Our Editorial Process & Methodology
Releasebot is an aggregator of official release note contents from software vendors.
Our mission is to exhaustively catalog every release note on the planet into a uniform structure, allowing our users to effortlessly follow the products they care about.
By combining multiple sources of release notes into a single feed and augmenting the release note contents, Releasebot provides a level of detail and information completeness that is not available even from a software publisher's own sources.
Sourcing
Every release note source we curate is manually verified before it enters into our pipeline.
Users can submit release note sources to the Releasebot team, but these sources do not enter our corpus before a human has assessed the source and configured it for curation.
Inclusion for criteria:
- Software only, not news about software
- Original sources only, no news sources or third parties
- Sites that prevent our systems from accessing them (logins, etc) will not be added
Editorial decisions
The Releasebot team makes a number of key editorial decisions:
- Which vendors and products enter our catalog
- The hierarchy of vendor and product entries within our catalog
- The relationship between release note sources, products, and vendors in our catalog
- The transformation that is applied to release note sources that do not exactly match our schema
- The information to emphasize in any release's summary
Content augmentation and adjustments
The Releasebot team makes its best effort to preserve and reproduce release note contents in their original form. However, we also may augment the content in some useful ways:
- Reformatting unstructured changelog entries into our schema
- Adding an automatically-generated "quick read" summary of the changelog. This summary enhances the changelog-scanning experience for our readers and is a useful artifact for our various notification formats.
- Tagging release notes with automatically-generated tags
Update cadence and freshness
Releasebot updates every feed in its catalog at least daily. Our most popular vendors and products may receive more frequent updates.
Error correction and manual release review
Releasebot has a manual review process to ensure stale or broken sources are addressed in a timely manner. Users can report issues with any given source here.
Releasebot also has a manual review process that allows us to validate the automated aspects of our release curation pipeline. Every release is eligible for a manual review, which helps us catch issues quickly and modify release notes contents or metadata if required.
Use of AI
The Releasebot team uses AI to assist with the following processes:
- Curating candidate release note sources
- Validating candidate release note sources
- Checking submitted release note sources
- Transforming release note sources to match our schema
- Formatting, summarizing, and tagging curated release notes
AI output is grounded entirely in the original source material. We do not use AI to fabricate release content, add details that aren't in the source, or generate information about unannounced changes.
About the project
Releasebot launched in 2025 as an independent, bootstrapped project. The catalog currently tracks hundreds of vendors across thousands release note sources, with all source verification, schema decisions, and editorial review conducted by the Releasebot Editorial team. Thousands of people have signed up to receive alerts when the products they follow post new updates.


[Requirement]:
What is the number of lines in the data that contain "MILLENNIUMS"? Nothing besides that number, please.

Records from a collection of figures:
>>>>
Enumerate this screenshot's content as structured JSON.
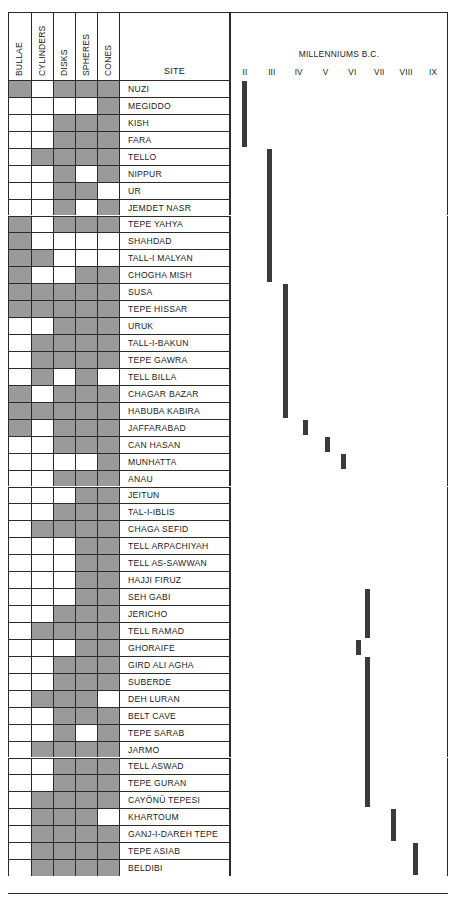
{
  "chart_data": {
    "type": "table",
    "title": "MILLENNIUMS B.C.",
    "attribute_columns": [
      "BULLAE",
      "CYLINDERS",
      "DISKS",
      "SPHERES",
      "CONES"
    ],
    "site_column_header": "SITE",
    "timeline_header": "MILLENNIUMS B.C.",
    "timeline_ticks": [
      "II",
      "III",
      "IV",
      "V",
      "VI",
      "VII",
      "VIII",
      "IX"
    ],
    "xlim": [
      2,
      9
    ],
    "grid": false,
    "legend": "none",
    "rows": [
      {
        "site": "NUZI",
        "bullae": 1,
        "cylinders": 0,
        "disks": 1,
        "spheres": 1,
        "cones": 1,
        "bar_start": 2.02,
        "bar_end": 2.3
      },
      {
        "site": "MEGIDDO",
        "bullae": 0,
        "cylinders": 0,
        "disks": 0,
        "spheres": 0,
        "cones": 1,
        "bar_start": 2.02,
        "bar_end": 2.3
      },
      {
        "site": "KISH",
        "bullae": 0,
        "cylinders": 0,
        "disks": 1,
        "spheres": 1,
        "cones": 1,
        "bar_start": 2.02,
        "bar_end": 2.3
      },
      {
        "site": "FARA",
        "bullae": 0,
        "cylinders": 0,
        "disks": 1,
        "spheres": 1,
        "cones": 1,
        "bar_start": 2.02,
        "bar_end": 2.3
      },
      {
        "site": "TELLO",
        "bullae": 0,
        "cylinders": 1,
        "disks": 1,
        "spheres": 1,
        "cones": 1,
        "bar_start": 2.95,
        "bar_end": 3.2
      },
      {
        "site": "NIPPUR",
        "bullae": 0,
        "cylinders": 0,
        "disks": 1,
        "spheres": 0,
        "cones": 1,
        "bar_start": 2.95,
        "bar_end": 3.2
      },
      {
        "site": "UR",
        "bullae": 0,
        "cylinders": 0,
        "disks": 1,
        "spheres": 1,
        "cones": 0,
        "bar_start": 2.95,
        "bar_end": 3.2
      },
      {
        "site": "JEMDET NASR",
        "bullae": 0,
        "cylinders": 0,
        "disks": 1,
        "spheres": 0,
        "cones": 1,
        "bar_start": 2.95,
        "bar_end": 3.2
      },
      {
        "site": "TEPE YAHYA",
        "bullae": 1,
        "cylinders": 0,
        "disks": 1,
        "spheres": 1,
        "cones": 1,
        "bar_start": 2.95,
        "bar_end": 3.2
      },
      {
        "site": "SHAHDAD",
        "bullae": 1,
        "cylinders": 0,
        "disks": 0,
        "spheres": 0,
        "cones": 0,
        "bar_start": 2.95,
        "bar_end": 3.2
      },
      {
        "site": "TALL-I MALYAN",
        "bullae": 1,
        "cylinders": 1,
        "disks": 0,
        "spheres": 0,
        "cones": 0,
        "bar_start": 2.95,
        "bar_end": 3.2
      },
      {
        "site": "CHOGHA MISH",
        "bullae": 1,
        "cylinders": 0,
        "disks": 0,
        "spheres": 1,
        "cones": 1,
        "bar_start": 2.95,
        "bar_end": 3.2
      },
      {
        "site": "SUSA",
        "bullae": 1,
        "cylinders": 1,
        "disks": 1,
        "spheres": 1,
        "cones": 1,
        "bar_start": 3.55,
        "bar_end": 4.3
      },
      {
        "site": "TEPE HISSAR",
        "bullae": 1,
        "cylinders": 1,
        "disks": 1,
        "spheres": 1,
        "cones": 1,
        "bar_start": 3.55,
        "bar_end": 4.3
      },
      {
        "site": "URUK",
        "bullae": 0,
        "cylinders": 0,
        "disks": 1,
        "spheres": 1,
        "cones": 1,
        "bar_start": 3.55,
        "bar_end": 4.3
      },
      {
        "site": "TALL-I-BAKUN",
        "bullae": 0,
        "cylinders": 1,
        "disks": 1,
        "spheres": 1,
        "cones": 1,
        "bar_start": 3.55,
        "bar_end": 4.3
      },
      {
        "site": "TEPE GAWRA",
        "bullae": 0,
        "cylinders": 1,
        "disks": 1,
        "spheres": 1,
        "cones": 1,
        "bar_start": 3.55,
        "bar_end": 4.3
      },
      {
        "site": "TELL BILLA",
        "bullae": 0,
        "cylinders": 1,
        "disks": 0,
        "spheres": 1,
        "cones": 0,
        "bar_start": 3.55,
        "bar_end": 4.3
      },
      {
        "site": "CHAGAR BAZAR",
        "bullae": 1,
        "cylinders": 0,
        "disks": 1,
        "spheres": 1,
        "cones": 1,
        "bar_start": 3.55,
        "bar_end": 4.3
      },
      {
        "site": "HABUBA KABIRA",
        "bullae": 1,
        "cylinders": 1,
        "disks": 1,
        "spheres": 1,
        "cones": 1,
        "bar_start": 3.55,
        "bar_end": 4.3
      },
      {
        "site": "JAFFARABAD",
        "bullae": 1,
        "cylinders": 0,
        "disks": 1,
        "spheres": 1,
        "cones": 1,
        "bar_start": 4.3,
        "bar_end": 4.7
      },
      {
        "site": "CAN HASAN",
        "bullae": 0,
        "cylinders": 0,
        "disks": 1,
        "spheres": 1,
        "cones": 1,
        "bar_start": 5.1,
        "bar_end": 5.75
      },
      {
        "site": "MUNHATTA",
        "bullae": 0,
        "cylinders": 0,
        "disks": 0,
        "spheres": 0,
        "cones": 1,
        "bar_start": 5.7,
        "bar_end": 6.5
      },
      {
        "site": "ANAU",
        "bullae": 0,
        "cylinders": 0,
        "disks": 1,
        "spheres": 1,
        "cones": 1,
        "bar_start": null,
        "bar_end": null
      },
      {
        "site": "JEITUN",
        "bullae": 0,
        "cylinders": 0,
        "disks": 0,
        "spheres": 1,
        "cones": 1,
        "bar_start": null,
        "bar_end": null
      },
      {
        "site": "TAL-I-IBLIS",
        "bullae": 0,
        "cylinders": 0,
        "disks": 1,
        "spheres": 1,
        "cones": 1,
        "bar_start": null,
        "bar_end": null
      },
      {
        "site": "CHAGA SEFID",
        "bullae": 0,
        "cylinders": 1,
        "disks": 1,
        "spheres": 1,
        "cones": 1,
        "bar_start": null,
        "bar_end": null
      },
      {
        "site": "TELL ARPACHIYAH",
        "bullae": 0,
        "cylinders": 0,
        "disks": 0,
        "spheres": 1,
        "cones": 1,
        "bar_start": null,
        "bar_end": null
      },
      {
        "site": "TELL AS-SAWWAN",
        "bullae": 0,
        "cylinders": 0,
        "disks": 0,
        "spheres": 1,
        "cones": 1,
        "bar_start": null,
        "bar_end": null
      },
      {
        "site": "HAJJI FIRUZ",
        "bullae": 0,
        "cylinders": 0,
        "disks": 0,
        "spheres": 1,
        "cones": 1,
        "bar_start": null,
        "bar_end": null
      },
      {
        "site": "SEH GABI",
        "bullae": 0,
        "cylinders": 0,
        "disks": 0,
        "spheres": 1,
        "cones": 1,
        "bar_start": 6.6,
        "bar_end": 7.55
      },
      {
        "site": "JERICHO",
        "bullae": 0,
        "cylinders": 0,
        "disks": 1,
        "spheres": 1,
        "cones": 1,
        "bar_start": 6.6,
        "bar_end": 7.55
      },
      {
        "site": "TELL RAMAD",
        "bullae": 0,
        "cylinders": 1,
        "disks": 1,
        "spheres": 1,
        "cones": 1,
        "bar_start": 6.6,
        "bar_end": 7.55
      },
      {
        "site": "GHORAIFE",
        "bullae": 0,
        "cylinders": 0,
        "disks": 0,
        "spheres": 1,
        "cones": 1,
        "bar_start": 6.25,
        "bar_end": 6.6
      },
      {
        "site": "GIRD ALI AGHA",
        "bullae": 0,
        "cylinders": 0,
        "disks": 1,
        "spheres": 1,
        "cones": 1,
        "bar_start": 6.6,
        "bar_end": 7.55
      },
      {
        "site": "SUBERDE",
        "bullae": 0,
        "cylinders": 0,
        "disks": 1,
        "spheres": 1,
        "cones": 1,
        "bar_start": 6.6,
        "bar_end": 7.55
      },
      {
        "site": "DEH LURAN",
        "bullae": 0,
        "cylinders": 1,
        "disks": 1,
        "spheres": 1,
        "cones": 0,
        "bar_start": 6.6,
        "bar_end": 7.55
      },
      {
        "site": "BELT CAVE",
        "bullae": 0,
        "cylinders": 0,
        "disks": 1,
        "spheres": 1,
        "cones": 1,
        "bar_start": 6.6,
        "bar_end": 7.55
      },
      {
        "site": "TEPE SARAB",
        "bullae": 0,
        "cylinders": 0,
        "disks": 1,
        "spheres": 0,
        "cones": 1,
        "bar_start": 6.6,
        "bar_end": 7.55
      },
      {
        "site": "JARMO",
        "bullae": 0,
        "cylinders": 1,
        "disks": 1,
        "spheres": 1,
        "cones": 1,
        "bar_start": 6.6,
        "bar_end": 7.55
      },
      {
        "site": "TELL ASWAD",
        "bullae": 0,
        "cylinders": 0,
        "disks": 1,
        "spheres": 1,
        "cones": 1,
        "bar_start": 6.6,
        "bar_end": 7.55
      },
      {
        "site": "TEPE GURAN",
        "bullae": 0,
        "cylinders": 0,
        "disks": 1,
        "spheres": 1,
        "cones": 1,
        "bar_start": 6.6,
        "bar_end": 7.55
      },
      {
        "site": "CAYÖNÜ TEPESI",
        "bullae": 0,
        "cylinders": 1,
        "disks": 1,
        "spheres": 1,
        "cones": 1,
        "bar_start": 6.6,
        "bar_end": 7.55
      },
      {
        "site": "KHARTOUM",
        "bullae": 0,
        "cylinders": 1,
        "disks": 1,
        "spheres": 1,
        "cones": 0,
        "bar_start": 7.55,
        "bar_end": 8.15
      },
      {
        "site": "GANJ-I-DAREH TEPE",
        "bullae": 0,
        "cylinders": 1,
        "disks": 1,
        "spheres": 1,
        "cones": 1,
        "bar_start": 7.55,
        "bar_end": 8.15
      },
      {
        "site": "TEPE ASIAB",
        "bullae": 0,
        "cylinders": 1,
        "disks": 1,
        "spheres": 1,
        "cones": 1,
        "bar_start": 8.4,
        "bar_end": 9.0
      },
      {
        "site": "BELDIBI",
        "bullae": 0,
        "cylinders": 1,
        "disks": 1,
        "spheres": 1,
        "cones": 1,
        "bar_start": 8.4,
        "bar_end": 9.0
      }
    ]
  },
  "colors": {
    "cell_filled": "#9a9a9a",
    "cell_empty": "#ffffff",
    "bar": "#3a3a3a",
    "rule": "#2b2b2b"
  }
}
<<<<
[Answer to this task]:
2